In The News: Division of Research

Forbes

We live in a technologically-advanced world overrun with smartphones, smart homes, and even self-driving cars. However, the hotel experience has remained largely low-tech. Las Vegas hotels are now beginning to embrace the possibilities of an advanced technological guest experience.

Autostraddle

We hadn’t done an intersex fiction list… until today! Here are eight great fiction books featuring intersex characters, three of which are written by intersex authors!?

State Tech

Body cameras are quickly becoming commonplace on police officers. Buoyed by the Justice Department’s decision to allocate more than $23 million in funding for bodycam implementation, nearly one-third of the 18,000 state and local police departments in the U.S. have adopted the technology, according to TIME. They hope the tech can increase accountability and help to de-escalate situations.

Vegas Seven

Mexico-born mentalist Santiago Michel just moved the needle on the scale of Las Vegas entertainment demographics. The 24-year-old UNLV hospitality major is scheduled to premiere his new show, Ilusión Mental (Spanish for “mental illusion”), at Planet Hollywood in the spring. In the meantime, Michel has launched a slate of preview shows at Sin City Theatre (current home of the enduring Crazy Girls revue). But the reason Ilusión Mental is a game-changer is simple and long overdue.

Mesothelioma.com

A new study shows that even low doses of asbestos fibers found around the Lake Mead area make mice sick. The study was conducted to understand whether rocks in Boulder City are toxic and cause negative health effects.

Las Vegas Sun

More than 80 percent of land in Nevada is publicly owned. This wealth of open space is a treasure trove for paleontologists. Their digs into the dirt can teach us about what our world was and hint at issues we might have to confront tomorrow.

Las Vegas Review Journal

A UNLV study concluded the Las Vegas City Council should mandate automatic fire sprinkler systems for all new single-family homes, a measure city officials have left on the table without a vote for months.

Science Mag

Celebrity socialite Kim Kardashian West says it boosted her energy level. Mad Men’s January Jones touts it as a cure for postpartum depression. But does eating one’s placenta after birth—an apparently growing practice around the globe—actually confer any health benefits? Not really, according to the first in-depth analyses of the practice.

Las Vegas Review Journal

In 2015, North Las Vegas-resident Mike Ziethlow had an idea for creating something like a Yelp for independent music, but he didn’t know how to turn that idea into a product.

engadget

That pesky wisdom tooth you're glad you got rid of is apparently a great source of stem cells that could save lives. However, it's not easy getting to the tooth root pulp that contains those cells: drilling into the tooth generates damaging heat that lowers the number of cells that can be harvested. In addition, the water used to rinse the tooth could have corrosive elements and the enamel particulates from the drilling could contaminate the pulp. To solve that issue, a team of researchers from the University of Nevada Las Vegas have developed a device they hilarious call the "Tooth Cracker 5000" to extract 80 percent of the stem cells a pulp contains.

Dentistry Today

Stem cells have the potential to revolutionize treatment for a wide array of diseases, such as Alzheimer’s and Parkinson’s, though harvesting enough of them for beneficial use and keeping them viable until they are needed presents significant challenges. So, researchers at the University of Nevada, Las Vegas (UNLV), have developed an efficient technique for taking these cells from a common source—wisdom teeth.

Science Daily

Stem cells. Few research discoveries hold as much promise of single-handedly expanding medical treatment options as they do. Miraculously able to act as transformers—either re-creating or morphing into a variety of cell types found within the organisms they originate from—stem cells offer humanity hope for new, more effective therapies against a number of chronic and terminal diseases. And finding them is surprisingly easy.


Problem statement. The response must consist of each line in the listing that has the word "environmental" in it.

Material shown.
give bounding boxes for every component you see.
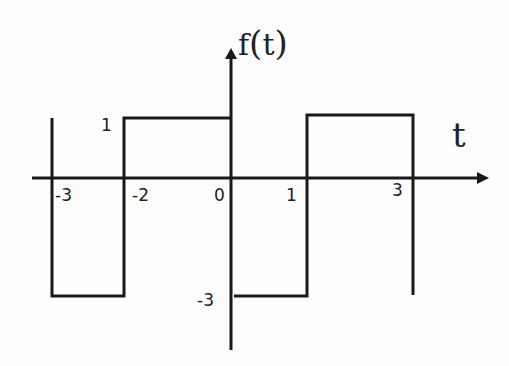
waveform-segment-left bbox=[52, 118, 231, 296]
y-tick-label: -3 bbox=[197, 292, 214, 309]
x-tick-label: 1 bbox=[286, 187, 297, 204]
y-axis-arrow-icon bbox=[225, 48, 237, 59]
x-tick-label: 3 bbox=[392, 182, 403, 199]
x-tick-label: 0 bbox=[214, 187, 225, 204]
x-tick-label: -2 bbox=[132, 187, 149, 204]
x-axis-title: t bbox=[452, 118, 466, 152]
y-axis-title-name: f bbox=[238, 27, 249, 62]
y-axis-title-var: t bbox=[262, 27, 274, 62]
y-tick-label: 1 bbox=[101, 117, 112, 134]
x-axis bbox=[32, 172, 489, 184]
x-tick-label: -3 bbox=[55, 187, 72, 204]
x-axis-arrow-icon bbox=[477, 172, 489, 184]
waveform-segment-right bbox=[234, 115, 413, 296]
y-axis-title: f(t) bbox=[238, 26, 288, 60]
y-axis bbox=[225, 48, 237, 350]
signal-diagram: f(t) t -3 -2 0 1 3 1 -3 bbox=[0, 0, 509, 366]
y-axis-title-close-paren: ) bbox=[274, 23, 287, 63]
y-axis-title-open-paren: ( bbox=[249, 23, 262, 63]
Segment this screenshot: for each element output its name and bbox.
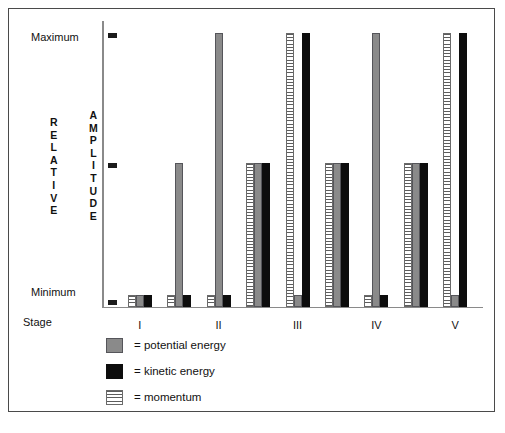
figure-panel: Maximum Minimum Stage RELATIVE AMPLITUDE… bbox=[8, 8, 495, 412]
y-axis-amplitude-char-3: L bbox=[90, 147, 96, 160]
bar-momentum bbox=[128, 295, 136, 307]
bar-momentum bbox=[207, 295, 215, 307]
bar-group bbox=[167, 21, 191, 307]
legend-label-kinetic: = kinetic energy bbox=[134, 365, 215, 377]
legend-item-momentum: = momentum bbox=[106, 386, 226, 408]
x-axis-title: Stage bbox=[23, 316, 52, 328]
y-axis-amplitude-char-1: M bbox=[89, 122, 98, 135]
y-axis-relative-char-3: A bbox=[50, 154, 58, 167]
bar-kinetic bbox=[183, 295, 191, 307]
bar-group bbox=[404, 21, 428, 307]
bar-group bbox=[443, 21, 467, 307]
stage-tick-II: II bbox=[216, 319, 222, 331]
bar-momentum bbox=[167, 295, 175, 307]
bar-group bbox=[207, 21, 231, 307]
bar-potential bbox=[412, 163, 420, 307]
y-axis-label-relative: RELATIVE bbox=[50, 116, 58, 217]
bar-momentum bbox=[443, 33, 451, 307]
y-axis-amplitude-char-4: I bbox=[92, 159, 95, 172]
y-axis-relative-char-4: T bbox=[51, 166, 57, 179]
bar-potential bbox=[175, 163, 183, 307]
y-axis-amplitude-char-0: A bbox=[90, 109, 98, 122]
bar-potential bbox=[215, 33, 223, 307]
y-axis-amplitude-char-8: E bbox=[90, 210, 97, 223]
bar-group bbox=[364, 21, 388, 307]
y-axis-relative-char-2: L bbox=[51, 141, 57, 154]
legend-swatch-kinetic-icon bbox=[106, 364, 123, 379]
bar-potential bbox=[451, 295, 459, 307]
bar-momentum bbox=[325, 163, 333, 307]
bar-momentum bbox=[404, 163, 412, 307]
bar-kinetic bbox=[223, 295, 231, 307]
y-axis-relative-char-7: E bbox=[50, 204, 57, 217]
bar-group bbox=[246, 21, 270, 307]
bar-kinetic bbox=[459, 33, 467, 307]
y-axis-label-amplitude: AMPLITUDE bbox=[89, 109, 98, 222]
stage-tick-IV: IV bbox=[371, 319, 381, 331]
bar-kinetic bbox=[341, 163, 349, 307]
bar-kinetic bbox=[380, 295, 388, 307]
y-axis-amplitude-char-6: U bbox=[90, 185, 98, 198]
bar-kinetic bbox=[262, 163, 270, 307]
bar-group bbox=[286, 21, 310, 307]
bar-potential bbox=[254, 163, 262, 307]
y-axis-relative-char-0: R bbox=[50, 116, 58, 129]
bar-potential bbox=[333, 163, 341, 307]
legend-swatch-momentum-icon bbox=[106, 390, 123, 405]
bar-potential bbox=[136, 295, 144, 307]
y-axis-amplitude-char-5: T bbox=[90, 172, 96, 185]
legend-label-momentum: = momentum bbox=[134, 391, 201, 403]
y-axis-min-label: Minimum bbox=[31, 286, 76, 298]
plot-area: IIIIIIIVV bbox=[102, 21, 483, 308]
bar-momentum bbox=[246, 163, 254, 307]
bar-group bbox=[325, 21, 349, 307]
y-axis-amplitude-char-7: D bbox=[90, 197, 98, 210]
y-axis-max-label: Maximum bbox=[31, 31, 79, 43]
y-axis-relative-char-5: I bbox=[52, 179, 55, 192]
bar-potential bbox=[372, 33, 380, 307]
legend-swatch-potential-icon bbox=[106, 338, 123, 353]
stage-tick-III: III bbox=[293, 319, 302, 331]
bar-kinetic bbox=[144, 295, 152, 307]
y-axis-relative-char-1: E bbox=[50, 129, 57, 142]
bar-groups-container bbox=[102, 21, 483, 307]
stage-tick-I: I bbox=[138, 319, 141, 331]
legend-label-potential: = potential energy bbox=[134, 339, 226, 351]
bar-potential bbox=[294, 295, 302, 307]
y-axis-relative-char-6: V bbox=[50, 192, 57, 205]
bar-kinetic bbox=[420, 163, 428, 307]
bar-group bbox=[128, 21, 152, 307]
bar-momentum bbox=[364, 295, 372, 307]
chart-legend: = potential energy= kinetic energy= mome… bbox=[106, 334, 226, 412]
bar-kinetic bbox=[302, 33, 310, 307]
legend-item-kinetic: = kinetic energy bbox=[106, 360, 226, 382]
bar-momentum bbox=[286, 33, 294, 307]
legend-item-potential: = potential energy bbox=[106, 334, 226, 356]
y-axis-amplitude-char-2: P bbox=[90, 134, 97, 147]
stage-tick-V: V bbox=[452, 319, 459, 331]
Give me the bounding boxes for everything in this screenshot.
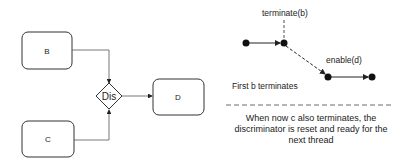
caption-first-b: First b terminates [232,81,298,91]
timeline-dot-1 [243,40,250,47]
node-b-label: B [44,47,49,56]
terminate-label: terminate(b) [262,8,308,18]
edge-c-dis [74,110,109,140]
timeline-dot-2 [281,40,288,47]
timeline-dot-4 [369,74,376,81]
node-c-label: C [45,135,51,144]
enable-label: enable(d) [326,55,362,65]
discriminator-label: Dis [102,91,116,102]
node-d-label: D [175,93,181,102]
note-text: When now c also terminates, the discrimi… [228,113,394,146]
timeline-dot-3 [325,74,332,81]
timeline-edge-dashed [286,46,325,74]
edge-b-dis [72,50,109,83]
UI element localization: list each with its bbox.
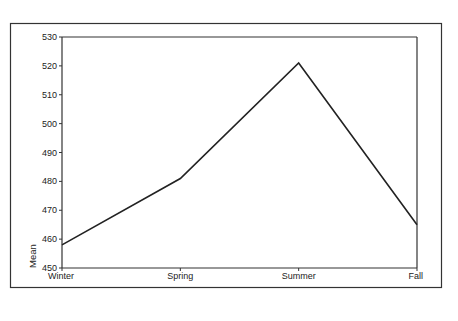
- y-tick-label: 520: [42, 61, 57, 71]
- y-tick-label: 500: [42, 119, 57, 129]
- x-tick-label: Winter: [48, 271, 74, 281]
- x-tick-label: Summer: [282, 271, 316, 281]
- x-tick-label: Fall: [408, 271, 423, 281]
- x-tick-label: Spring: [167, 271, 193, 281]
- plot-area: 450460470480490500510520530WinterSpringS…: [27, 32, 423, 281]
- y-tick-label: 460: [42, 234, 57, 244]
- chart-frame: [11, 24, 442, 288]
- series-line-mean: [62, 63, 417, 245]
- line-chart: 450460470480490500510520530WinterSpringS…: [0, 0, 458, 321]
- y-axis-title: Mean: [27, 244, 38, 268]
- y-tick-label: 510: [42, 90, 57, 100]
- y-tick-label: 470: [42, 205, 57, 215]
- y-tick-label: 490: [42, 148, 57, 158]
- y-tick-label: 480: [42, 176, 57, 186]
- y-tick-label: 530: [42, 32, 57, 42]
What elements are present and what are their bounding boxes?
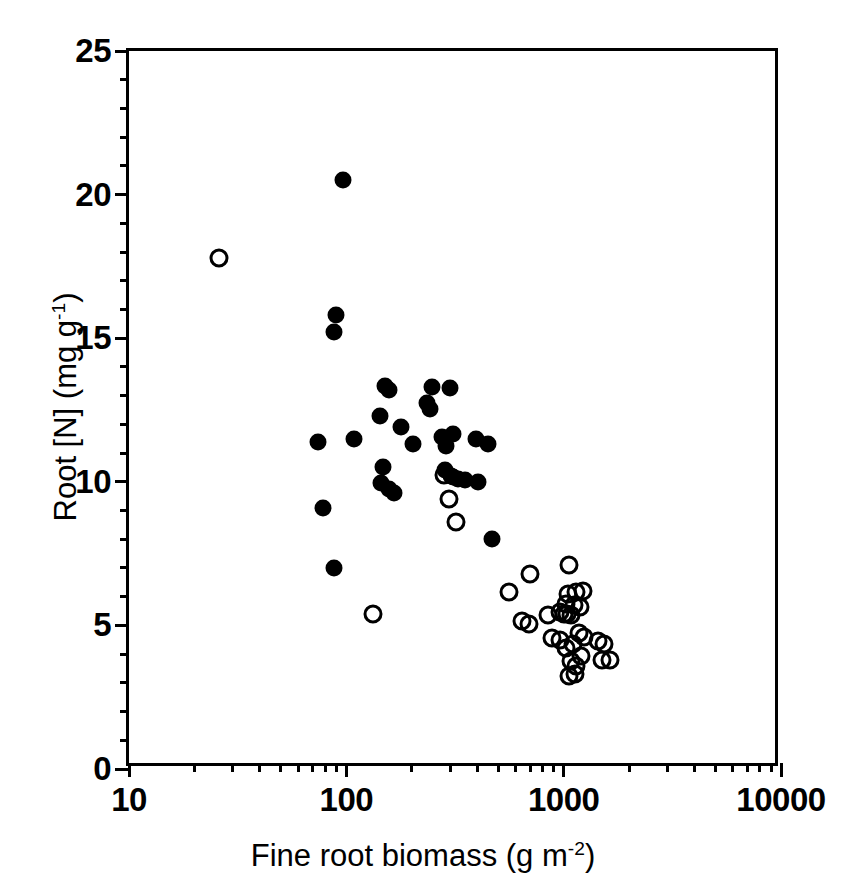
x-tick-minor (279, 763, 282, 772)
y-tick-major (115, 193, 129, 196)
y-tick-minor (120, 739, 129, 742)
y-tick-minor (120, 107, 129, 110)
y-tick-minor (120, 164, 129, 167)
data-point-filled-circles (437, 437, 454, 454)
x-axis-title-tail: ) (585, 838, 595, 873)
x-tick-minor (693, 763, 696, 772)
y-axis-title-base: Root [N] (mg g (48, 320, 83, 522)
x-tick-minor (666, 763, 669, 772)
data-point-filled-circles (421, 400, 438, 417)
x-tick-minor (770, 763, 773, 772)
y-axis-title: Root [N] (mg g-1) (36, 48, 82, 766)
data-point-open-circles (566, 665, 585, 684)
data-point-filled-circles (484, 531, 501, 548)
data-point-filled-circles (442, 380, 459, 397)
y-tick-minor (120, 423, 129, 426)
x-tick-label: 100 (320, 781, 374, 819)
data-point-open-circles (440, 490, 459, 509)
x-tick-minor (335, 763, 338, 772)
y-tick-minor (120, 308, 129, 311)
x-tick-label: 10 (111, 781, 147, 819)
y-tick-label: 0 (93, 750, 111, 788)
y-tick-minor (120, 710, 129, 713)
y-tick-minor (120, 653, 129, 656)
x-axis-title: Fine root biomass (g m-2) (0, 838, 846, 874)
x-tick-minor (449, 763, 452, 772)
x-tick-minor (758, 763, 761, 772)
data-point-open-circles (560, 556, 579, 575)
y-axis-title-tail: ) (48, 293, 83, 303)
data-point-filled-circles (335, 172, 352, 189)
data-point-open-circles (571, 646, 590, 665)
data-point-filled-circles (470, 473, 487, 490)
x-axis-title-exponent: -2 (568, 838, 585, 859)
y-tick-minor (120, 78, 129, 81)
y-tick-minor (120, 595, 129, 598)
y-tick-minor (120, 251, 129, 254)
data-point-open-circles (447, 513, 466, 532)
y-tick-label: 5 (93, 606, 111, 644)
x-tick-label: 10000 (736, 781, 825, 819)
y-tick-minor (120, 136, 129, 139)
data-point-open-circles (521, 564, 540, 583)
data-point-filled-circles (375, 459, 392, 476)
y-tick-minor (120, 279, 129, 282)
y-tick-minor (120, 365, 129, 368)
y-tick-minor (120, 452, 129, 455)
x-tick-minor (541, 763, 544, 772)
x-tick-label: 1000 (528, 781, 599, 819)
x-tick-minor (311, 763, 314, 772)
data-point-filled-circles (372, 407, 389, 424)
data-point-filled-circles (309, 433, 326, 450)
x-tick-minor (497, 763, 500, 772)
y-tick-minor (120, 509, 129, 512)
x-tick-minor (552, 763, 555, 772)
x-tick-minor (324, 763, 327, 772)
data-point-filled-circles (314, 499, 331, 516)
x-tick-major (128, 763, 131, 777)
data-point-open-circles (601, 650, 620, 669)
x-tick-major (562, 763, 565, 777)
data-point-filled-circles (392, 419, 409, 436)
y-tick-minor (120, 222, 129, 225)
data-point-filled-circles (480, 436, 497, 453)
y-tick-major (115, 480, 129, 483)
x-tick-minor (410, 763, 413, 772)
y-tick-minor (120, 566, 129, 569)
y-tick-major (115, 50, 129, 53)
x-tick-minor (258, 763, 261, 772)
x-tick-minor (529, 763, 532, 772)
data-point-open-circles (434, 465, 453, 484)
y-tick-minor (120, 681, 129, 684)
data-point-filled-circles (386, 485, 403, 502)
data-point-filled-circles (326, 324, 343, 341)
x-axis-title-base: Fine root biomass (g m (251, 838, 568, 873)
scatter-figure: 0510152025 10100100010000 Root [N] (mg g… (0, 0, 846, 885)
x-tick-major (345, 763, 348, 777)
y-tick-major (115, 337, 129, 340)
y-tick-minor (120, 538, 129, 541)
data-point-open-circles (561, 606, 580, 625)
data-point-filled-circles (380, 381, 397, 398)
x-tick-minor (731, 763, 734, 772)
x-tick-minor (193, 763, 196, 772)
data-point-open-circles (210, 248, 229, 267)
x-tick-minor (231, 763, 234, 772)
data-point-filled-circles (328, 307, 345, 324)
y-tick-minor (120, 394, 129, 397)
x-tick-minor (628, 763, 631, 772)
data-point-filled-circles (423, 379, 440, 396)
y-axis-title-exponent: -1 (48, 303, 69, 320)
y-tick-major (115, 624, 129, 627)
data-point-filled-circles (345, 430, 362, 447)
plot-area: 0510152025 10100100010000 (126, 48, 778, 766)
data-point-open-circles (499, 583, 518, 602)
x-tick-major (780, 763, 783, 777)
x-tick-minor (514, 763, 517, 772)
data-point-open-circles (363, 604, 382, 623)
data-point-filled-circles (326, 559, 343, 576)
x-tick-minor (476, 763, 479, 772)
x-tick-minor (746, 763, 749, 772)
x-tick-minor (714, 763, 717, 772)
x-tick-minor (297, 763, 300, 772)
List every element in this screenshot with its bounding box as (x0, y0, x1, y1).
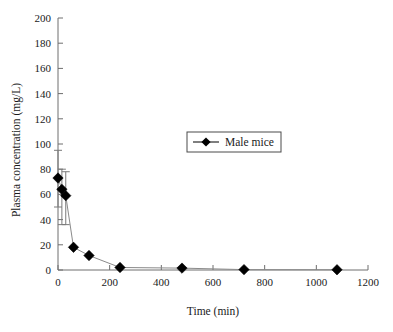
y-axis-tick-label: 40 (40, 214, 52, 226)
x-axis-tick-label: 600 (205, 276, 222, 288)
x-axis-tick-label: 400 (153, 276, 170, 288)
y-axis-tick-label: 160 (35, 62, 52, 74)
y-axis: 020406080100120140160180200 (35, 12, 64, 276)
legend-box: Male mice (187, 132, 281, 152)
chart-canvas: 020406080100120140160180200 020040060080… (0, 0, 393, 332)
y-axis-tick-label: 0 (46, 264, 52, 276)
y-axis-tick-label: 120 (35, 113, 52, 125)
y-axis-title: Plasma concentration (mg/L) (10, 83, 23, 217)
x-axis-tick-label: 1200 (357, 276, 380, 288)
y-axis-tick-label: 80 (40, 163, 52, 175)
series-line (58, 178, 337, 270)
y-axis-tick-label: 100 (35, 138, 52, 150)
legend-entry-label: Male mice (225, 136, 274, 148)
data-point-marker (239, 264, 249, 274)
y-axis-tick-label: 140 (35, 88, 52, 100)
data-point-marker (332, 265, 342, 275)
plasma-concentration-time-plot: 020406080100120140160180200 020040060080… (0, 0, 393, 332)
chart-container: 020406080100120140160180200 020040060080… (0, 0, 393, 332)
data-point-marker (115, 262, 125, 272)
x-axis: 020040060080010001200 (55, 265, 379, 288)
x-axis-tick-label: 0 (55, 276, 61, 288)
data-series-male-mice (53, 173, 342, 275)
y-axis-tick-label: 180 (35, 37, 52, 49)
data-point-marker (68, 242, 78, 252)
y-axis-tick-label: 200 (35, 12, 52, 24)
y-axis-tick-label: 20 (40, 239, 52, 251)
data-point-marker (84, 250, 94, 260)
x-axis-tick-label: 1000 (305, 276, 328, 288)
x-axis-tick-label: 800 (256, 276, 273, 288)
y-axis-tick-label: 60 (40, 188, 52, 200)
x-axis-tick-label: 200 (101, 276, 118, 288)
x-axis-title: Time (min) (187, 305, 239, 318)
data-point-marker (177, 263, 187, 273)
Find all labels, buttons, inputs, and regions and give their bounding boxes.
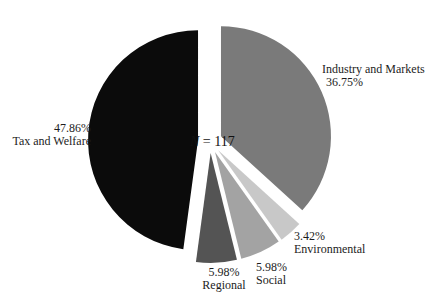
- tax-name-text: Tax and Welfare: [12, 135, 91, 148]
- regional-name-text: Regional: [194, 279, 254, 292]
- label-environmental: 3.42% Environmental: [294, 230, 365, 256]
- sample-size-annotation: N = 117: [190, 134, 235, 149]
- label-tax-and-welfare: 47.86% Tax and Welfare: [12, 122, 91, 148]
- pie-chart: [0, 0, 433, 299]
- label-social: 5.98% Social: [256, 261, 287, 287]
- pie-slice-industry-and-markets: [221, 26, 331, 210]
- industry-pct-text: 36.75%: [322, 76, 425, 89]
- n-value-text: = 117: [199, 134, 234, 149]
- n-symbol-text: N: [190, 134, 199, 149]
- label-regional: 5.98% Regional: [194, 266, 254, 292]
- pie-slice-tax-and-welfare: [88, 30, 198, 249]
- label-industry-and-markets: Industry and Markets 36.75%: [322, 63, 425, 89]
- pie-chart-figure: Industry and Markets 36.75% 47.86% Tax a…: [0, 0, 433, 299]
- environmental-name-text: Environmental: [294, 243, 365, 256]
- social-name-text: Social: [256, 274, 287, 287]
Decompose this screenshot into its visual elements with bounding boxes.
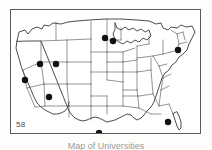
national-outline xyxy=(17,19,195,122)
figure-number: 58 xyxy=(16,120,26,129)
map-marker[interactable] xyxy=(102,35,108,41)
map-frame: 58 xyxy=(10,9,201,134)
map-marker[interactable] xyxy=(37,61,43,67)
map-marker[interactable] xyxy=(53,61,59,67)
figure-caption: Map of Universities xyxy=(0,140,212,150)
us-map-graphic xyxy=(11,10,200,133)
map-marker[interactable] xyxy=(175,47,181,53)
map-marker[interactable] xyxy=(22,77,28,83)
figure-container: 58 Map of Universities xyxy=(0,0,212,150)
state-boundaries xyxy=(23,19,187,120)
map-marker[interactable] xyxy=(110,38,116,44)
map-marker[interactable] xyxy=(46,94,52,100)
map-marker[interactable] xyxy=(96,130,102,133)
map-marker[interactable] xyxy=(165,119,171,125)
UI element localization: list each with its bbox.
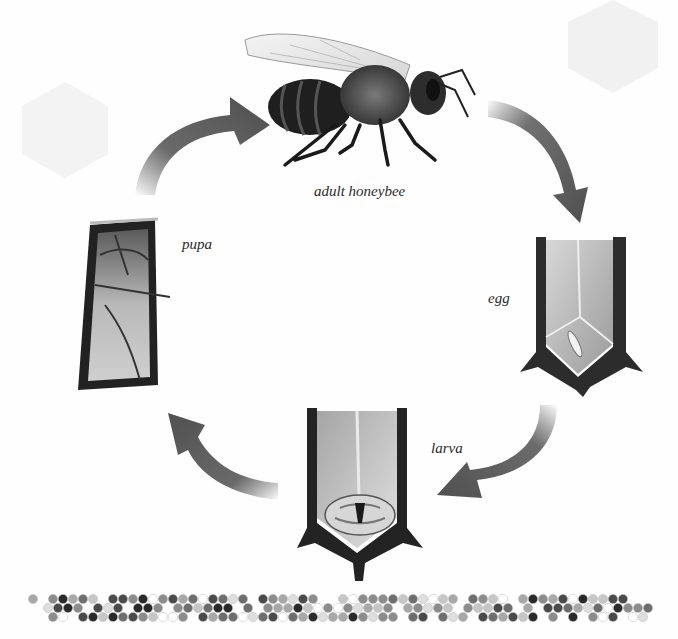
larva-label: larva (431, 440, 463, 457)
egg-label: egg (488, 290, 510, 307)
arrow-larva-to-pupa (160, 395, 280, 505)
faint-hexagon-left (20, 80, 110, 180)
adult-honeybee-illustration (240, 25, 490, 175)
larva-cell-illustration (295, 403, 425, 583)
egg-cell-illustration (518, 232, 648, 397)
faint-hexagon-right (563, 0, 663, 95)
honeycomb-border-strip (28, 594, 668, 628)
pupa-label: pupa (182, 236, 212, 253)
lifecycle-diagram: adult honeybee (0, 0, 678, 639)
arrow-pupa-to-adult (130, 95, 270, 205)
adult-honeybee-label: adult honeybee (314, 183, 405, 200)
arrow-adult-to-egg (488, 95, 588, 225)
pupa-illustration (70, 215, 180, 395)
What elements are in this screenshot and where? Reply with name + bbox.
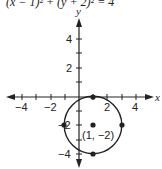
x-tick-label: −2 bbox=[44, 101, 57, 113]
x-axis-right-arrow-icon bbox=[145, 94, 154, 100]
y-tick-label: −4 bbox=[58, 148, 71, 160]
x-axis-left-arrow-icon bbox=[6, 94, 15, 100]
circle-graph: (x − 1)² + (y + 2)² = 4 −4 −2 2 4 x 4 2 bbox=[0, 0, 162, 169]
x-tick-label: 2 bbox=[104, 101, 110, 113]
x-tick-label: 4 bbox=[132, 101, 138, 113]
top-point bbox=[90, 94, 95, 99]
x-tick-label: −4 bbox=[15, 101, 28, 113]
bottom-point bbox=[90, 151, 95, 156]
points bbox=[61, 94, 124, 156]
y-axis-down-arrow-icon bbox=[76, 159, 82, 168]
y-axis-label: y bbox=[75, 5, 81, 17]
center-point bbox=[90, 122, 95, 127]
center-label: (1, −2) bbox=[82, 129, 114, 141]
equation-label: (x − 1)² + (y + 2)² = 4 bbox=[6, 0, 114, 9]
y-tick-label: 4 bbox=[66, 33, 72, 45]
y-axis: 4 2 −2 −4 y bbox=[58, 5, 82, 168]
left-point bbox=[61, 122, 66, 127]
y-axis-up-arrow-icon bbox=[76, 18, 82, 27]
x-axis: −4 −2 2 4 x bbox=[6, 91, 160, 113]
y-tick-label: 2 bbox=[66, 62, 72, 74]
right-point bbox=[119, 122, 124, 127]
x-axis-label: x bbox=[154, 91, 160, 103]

Answer space.
- label-environmental: 3.42% Environmental: [294, 230, 365, 256]
- environmental-name-text: Environmental: [294, 243, 365, 256]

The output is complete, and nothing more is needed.